=== Required action ===
The answer must consist of every line from the data that holds "will".

#### Input material ####

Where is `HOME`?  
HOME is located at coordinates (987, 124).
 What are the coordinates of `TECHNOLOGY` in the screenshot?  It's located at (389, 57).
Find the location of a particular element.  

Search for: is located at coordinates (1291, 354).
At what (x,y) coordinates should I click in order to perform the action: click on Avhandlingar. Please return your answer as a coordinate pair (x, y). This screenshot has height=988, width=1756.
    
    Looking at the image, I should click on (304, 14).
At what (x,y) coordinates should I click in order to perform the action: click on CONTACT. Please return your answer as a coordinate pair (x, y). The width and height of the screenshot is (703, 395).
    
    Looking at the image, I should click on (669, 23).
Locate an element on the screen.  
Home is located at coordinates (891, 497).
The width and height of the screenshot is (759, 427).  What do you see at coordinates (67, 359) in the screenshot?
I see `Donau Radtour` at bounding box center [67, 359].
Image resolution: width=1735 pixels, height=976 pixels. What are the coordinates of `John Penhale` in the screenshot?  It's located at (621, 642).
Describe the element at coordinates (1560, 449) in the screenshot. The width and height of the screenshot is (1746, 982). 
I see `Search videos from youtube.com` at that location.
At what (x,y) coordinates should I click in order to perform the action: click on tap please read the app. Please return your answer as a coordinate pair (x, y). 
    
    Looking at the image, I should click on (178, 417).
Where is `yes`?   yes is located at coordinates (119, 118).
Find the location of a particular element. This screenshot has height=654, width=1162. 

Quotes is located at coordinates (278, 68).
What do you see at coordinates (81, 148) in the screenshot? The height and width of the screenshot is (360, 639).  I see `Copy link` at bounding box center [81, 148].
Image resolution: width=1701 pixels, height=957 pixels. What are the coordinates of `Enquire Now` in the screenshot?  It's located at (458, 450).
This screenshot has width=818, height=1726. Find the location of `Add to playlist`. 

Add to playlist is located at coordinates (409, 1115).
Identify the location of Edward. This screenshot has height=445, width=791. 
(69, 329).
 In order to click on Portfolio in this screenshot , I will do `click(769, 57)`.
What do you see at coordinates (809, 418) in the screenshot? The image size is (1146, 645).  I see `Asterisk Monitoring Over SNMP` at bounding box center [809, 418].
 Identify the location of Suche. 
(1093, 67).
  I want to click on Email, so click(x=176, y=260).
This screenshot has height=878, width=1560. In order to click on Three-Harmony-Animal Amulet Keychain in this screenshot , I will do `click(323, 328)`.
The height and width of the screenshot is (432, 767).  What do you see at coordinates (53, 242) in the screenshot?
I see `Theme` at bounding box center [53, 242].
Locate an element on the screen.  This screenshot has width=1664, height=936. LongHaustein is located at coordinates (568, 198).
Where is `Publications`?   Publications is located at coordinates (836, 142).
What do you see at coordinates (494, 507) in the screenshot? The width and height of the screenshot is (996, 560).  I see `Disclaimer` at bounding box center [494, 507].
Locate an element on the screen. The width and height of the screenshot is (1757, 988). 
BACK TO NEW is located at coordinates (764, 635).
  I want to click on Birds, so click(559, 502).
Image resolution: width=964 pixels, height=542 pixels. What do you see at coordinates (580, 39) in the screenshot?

####

=== Solved exercise ===
 In order to click on Portfolio in this screenshot , I will do `click(769, 57)`.
This screenshot has height=878, width=1560. In order to click on Three-Harmony-Animal Amulet Keychain in this screenshot , I will do `click(323, 328)`.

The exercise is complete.